The messages could appear to be still being generated, but I doubt whether they are.
ESM is notorious for not showing the true extent of the queues. A spammer will usually drop and run, and they will drop many thousands of messages in a single hit. Exchange ESM cannot show you all of those messages in one go, so it looks like they continue to appear even with the machine disconnected.
Spam doesn't generate on its own. The spammer is usually created elsewhere and is simply sent through the compromised machine. To get something on to the machine, the server would have to be totally compromised - and the level of compromise depends on how the server was exposed to the internet.
As for the eml messages that you may see with old dates, if the server has been abused before what can often happen is that something else gets hold of the messages and stops Exchange from flushing them out. AV is the common culprit. I have also seen Exchange do odd things when it is under a very heavy load and you may have seen some signs of that.
As I wrote in my article, you usually have to repeat the process for cleaning the queues a number of times; my record is 15 over a six hour period. Only once you can leave the server for a couple of hours disconnected from the internet with clean queues do you know that the server is clean.
I doubt if the source of the messages is a machine on your network. A spammer isn't interested in finding a server to bounce the messages through. If a machine on your network has been compromised your Exchange server wouldn't know about it, as the messages would be going straight out.
Think about it for a moment - the spammer has to a, compromise the machine, b, find the Exchange server, c, create the messages in MAPI not SMTP to get Exchange to process the messages. Alternatively, the spammer just installs an SMTP engine on the machine and sends the spam out. I think I know which one is most likely.
Have you worked out how the email messages got on to your server? If they are postmaster@ messages then it is NDR spam, if not, then it was most likely either an open relay or an authenticated relay. If it was authenticated relay you need to change your administrator password. Don't bother with any other accounts, as the administrator account is the only target for this type of attack (unless a user has been very stupid with their username and password). However you may want to force all users to change their passwords or call in for a new password as a lesson for anyone who might be tempted to hand out their password to anyone else.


Assigned task
Make an exact copy of every entry, leaving the pictures out.

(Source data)
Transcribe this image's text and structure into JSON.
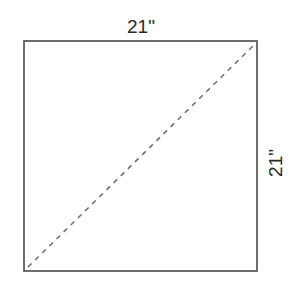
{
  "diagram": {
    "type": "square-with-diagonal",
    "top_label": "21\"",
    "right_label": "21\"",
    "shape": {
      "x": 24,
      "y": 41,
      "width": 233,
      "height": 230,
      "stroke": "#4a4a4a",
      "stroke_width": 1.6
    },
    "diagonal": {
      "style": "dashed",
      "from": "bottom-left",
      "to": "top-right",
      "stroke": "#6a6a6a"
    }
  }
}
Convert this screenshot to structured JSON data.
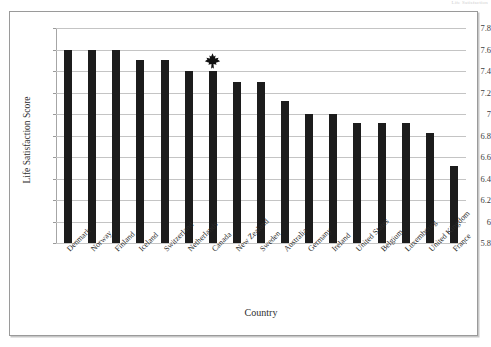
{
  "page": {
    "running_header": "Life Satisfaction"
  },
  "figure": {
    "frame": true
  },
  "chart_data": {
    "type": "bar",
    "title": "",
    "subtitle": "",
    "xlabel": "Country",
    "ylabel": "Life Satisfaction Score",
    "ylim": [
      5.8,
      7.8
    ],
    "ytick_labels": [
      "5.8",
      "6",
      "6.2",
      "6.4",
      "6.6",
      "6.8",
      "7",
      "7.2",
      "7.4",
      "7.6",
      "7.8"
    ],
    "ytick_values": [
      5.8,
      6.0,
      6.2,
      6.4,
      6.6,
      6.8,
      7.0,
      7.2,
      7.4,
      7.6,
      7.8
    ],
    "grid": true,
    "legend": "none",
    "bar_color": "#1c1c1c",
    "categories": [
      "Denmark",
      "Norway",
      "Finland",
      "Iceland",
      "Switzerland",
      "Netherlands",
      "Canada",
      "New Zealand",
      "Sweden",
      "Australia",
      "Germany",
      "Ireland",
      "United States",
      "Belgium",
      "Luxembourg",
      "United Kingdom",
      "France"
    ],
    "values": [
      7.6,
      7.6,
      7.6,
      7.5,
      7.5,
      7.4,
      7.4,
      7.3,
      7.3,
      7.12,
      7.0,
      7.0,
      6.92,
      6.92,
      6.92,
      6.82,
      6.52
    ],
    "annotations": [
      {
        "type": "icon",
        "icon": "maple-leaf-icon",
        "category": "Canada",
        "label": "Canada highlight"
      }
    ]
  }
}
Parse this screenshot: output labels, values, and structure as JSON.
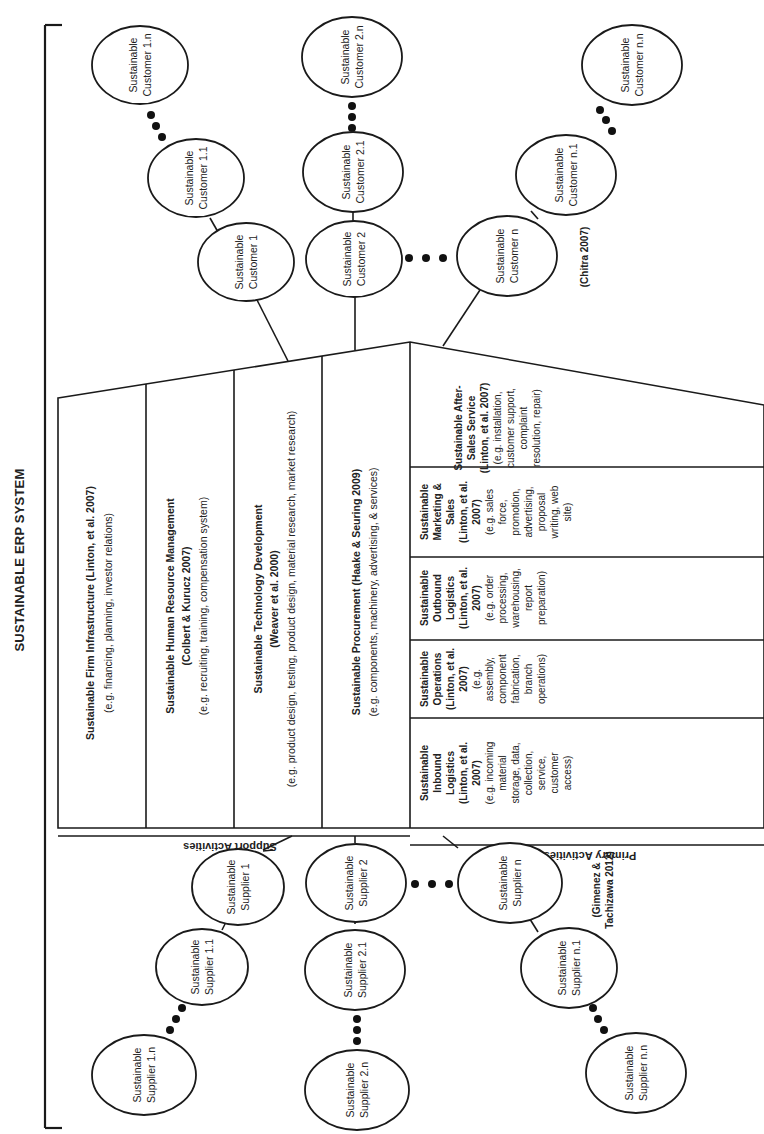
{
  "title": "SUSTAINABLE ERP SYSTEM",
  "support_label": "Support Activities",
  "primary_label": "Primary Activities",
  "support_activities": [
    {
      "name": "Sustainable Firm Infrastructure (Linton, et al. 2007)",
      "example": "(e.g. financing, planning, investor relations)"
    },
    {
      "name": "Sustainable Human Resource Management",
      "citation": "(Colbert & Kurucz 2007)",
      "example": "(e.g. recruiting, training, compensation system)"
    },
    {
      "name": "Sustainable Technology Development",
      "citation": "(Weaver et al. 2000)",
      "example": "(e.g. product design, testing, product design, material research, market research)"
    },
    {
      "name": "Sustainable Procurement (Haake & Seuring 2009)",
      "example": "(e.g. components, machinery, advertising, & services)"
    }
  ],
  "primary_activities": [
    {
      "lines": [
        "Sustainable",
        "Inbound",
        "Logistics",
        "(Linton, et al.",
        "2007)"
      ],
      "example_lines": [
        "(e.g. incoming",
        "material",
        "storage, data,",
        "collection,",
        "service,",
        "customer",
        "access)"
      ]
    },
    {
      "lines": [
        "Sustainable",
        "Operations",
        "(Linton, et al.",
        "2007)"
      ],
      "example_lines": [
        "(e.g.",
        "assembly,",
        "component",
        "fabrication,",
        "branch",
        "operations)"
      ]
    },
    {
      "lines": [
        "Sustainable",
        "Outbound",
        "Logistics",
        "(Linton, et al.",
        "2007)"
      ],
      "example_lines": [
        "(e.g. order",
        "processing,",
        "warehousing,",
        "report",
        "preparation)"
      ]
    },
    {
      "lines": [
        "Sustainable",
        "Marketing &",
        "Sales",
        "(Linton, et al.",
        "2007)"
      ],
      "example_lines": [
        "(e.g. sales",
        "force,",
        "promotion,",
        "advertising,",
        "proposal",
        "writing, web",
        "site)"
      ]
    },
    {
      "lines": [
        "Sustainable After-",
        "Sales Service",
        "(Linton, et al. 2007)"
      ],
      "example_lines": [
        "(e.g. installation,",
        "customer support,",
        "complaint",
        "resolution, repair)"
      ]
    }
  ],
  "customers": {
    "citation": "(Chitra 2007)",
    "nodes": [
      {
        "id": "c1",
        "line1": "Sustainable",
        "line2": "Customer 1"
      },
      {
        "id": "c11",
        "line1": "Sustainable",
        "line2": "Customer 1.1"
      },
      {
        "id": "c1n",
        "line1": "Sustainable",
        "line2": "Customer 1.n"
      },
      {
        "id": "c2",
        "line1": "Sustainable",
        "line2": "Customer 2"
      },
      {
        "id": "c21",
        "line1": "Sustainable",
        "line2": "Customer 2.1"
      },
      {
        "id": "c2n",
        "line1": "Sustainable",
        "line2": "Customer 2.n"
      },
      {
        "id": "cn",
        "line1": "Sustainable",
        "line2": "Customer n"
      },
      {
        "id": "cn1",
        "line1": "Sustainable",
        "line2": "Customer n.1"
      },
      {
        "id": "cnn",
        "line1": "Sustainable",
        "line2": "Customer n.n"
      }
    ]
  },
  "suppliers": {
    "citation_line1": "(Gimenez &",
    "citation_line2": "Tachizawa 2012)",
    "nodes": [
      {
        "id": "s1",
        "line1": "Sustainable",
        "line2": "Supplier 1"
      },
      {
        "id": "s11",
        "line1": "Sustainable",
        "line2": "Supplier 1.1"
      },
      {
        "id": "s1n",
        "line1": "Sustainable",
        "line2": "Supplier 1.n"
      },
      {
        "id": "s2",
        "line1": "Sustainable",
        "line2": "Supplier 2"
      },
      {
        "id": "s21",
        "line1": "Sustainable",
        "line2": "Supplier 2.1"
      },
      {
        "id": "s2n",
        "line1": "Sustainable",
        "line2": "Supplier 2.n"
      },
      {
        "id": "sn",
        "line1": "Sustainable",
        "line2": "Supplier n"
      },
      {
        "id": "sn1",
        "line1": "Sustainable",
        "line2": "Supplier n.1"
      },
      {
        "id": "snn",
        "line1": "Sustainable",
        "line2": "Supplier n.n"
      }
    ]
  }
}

Problem solution
Transcribe this image's text and structure into JSON.
{
  "diagram": {
    "type": "square-with-diagonal",
    "top_label": "21\"",
    "right_label": "21\"",
    "shape": {
      "x": 24,
      "y": 41,
      "width": 233,
      "height": 230,
      "stroke": "#4a4a4a",
      "stroke_width": 1.6
    },
    "diagonal": {
      "style": "dashed",
      "from": "bottom-left",
      "to": "top-right",
      "stroke": "#6a6a6a"
    }
  }
}
Convert this screenshot to structured JSON data.
{
  "page": {
    "running_header": "Life Satisfaction"
  },
  "figure": {
    "frame": true
  },
  "chart_data": {
    "type": "bar",
    "title": "",
    "subtitle": "",
    "xlabel": "Country",
    "ylabel": "Life Satisfaction Score",
    "ylim": [
      5.8,
      7.8
    ],
    "ytick_labels": [
      "5.8",
      "6",
      "6.2",
      "6.4",
      "6.6",
      "6.8",
      "7",
      "7.2",
      "7.4",
      "7.6",
      "7.8"
    ],
    "ytick_values": [
      5.8,
      6.0,
      6.2,
      6.4,
      6.6,
      6.8,
      7.0,
      7.2,
      7.4,
      7.6,
      7.8
    ],
    "grid": true,
    "legend": "none",
    "bar_color": "#1c1c1c",
    "categories": [
      "Denmark",
      "Norway",
      "Finland",
      "Iceland",
      "Switzerland",
      "Netherlands",
      "Canada",
      "New Zealand",
      "Sweden",
      "Australia",
      "Germany",
      "Ireland",
      "United States",
      "Belgium",
      "Luxembourg",
      "United Kingdom",
      "France"
    ],
    "values": [
      7.6,
      7.6,
      7.6,
      7.5,
      7.5,
      7.4,
      7.4,
      7.3,
      7.3,
      7.12,
      7.0,
      7.0,
      6.92,
      6.92,
      6.92,
      6.82,
      6.52
    ],
    "annotations": [
      {
        "type": "icon",
        "icon": "maple-leaf-icon",
        "category": "Canada",
        "label": "Canada highlight"
      }
    ]
  }
}
Parse this screenshot: output labels, values, and structure as JSON.
{
  "title": "SUSTAINABLE ERP SYSTEM",
  "support_label": "Support Activities",
  "primary_label": "Primary Activities",
  "support_activities": [
    {
      "name": "Sustainable Firm Infrastructure (Linton, et al. 2007)",
      "example": "(e.g. financing, planning, investor relations)"
    },
    {
      "name": "Sustainable Human Resource Management",
      "citation": "(Colbert & Kurucz 2007)",
      "example": "(e.g. recruiting, training, compensation system)"
    },
    {
      "name": "Sustainable Technology Development",
      "citation": "(Weaver et al. 2000)",
      "example": "(e.g. product design, testing, product design, material research, market research)"
    },
    {
      "name": "Sustainable Procurement (Haake & Seuring 2009)",
      "example": "(e.g. components, machinery, advertising, & services)"
    }
  ],
  "primary_activities": [
    {
      "lines": [
        "Sustainable",
        "Inbound",
        "Logistics",
        "(Linton, et al.",
        "2007)"
      ],
      "example_lines": [
        "(e.g. incoming",
        "material",
        "storage, data,",
        "collection,",
        "service,",
        "customer",
        "access)"
      ]
    },
    {
      "lines": [
        "Sustainable",
        "Operations",
        "(Linton, et al.",
        "2007)"
      ],
      "example_lines": [
        "(e.g.",
        "assembly,",
        "component",
        "fabrication,",
        "branch",
        "operations)"
      ]
    },
    {
      "lines": [
        "Sustainable",
        "Outbound",
        "Logistics",
        "(Linton, et al.",
        "2007)"
      ],
      "example_lines": [
        "(e.g. order",
        "processing,",
        "warehousing,",
        "report",
        "preparation)"
      ]
    },
    {
      "lines": [
        "Sustainable",
        "Marketing &",
        "Sales",
        "(Linton, et al.",
        "2007)"
      ],
      "example_lines": [
        "(e.g. sales",
        "force,",
        "promotion,",
        "advertising,",
        "proposal",
        "writing, web",
        "site)"
      ]
    },
    {
      "lines": [
        "Sustainable After-",
        "Sales Service",
        "(Linton, et al. 2007)"
      ],
      "example_lines": [
        "(e.g. installation,",
        "customer support,",
        "complaint",
        "resolution, repair)"
      ]
    }
  ],
  "customers": {
    "citation": "(Chitra 2007)",
    "nodes": [
      {
        "id": "c1",
        "line1": "Sustainable",
        "line2": "Customer 1"
      },
      {
        "id": "c11",
        "line1": "Sustainable",
        "line2": "Customer 1.1"
      },
      {
        "id": "c1n",
        "line1": "Sustainable",
        "line2": "Customer 1.n"
      },
      {
        "id": "c2",
        "line1": "Sustainable",
        "line2": "Customer 2"
      },
      {
        "id": "c21",
        "line1": "Sustainable",
        "line2": "Customer 2.1"
      },
      {
        "id": "c2n",
        "line1": "Sustainable",
        "line2": "Customer 2.n"
      },
      {
        "id": "cn",
        "line1": "Sustainable",
        "line2": "Customer n"
      },
      {
        "id": "cn1",
        "line1": "Sustainable",
        "line2": "Customer n.1"
      },
      {
        "id": "cnn",
        "line1": "Sustainable",
        "line2": "Customer n.n"
      }
    ]
  },
  "suppliers": {
    "citation_line1": "(Gimenez &",
    "citation_line2": "Tachizawa 2012)",
    "nodes": [
      {
        "id": "s1",
        "line1": "Sustainable",
        "line2": "Supplier 1"
      },
      {
        "id": "s11",
        "line1": "Sustainable",
        "line2": "Supplier 1.1"
      },
      {
        "id": "s1n",
        "line1": "Sustainable",
        "line2": "Supplier 1.n"
      },
      {
        "id": "s2",
        "line1": "Sustainable",
        "line2": "Supplier 2"
      },
      {
        "id": "s21",
        "line1": "Sustainable",
        "line2": "Supplier 2.1"
      },
      {
        "id": "s2n",
        "line1": "Sustainable",
        "line2": "Supplier 2.n"
      },
      {
        "id": "sn",
        "line1": "Sustainable",
        "line2": "Supplier n"
      },
      {
        "id": "sn1",
        "line1": "Sustainable",
        "line2": "Supplier n.1"
      },
      {
        "id": "snn",
        "line1": "Sustainable",
        "line2": "Supplier n.n"
      }
    ]
  }
}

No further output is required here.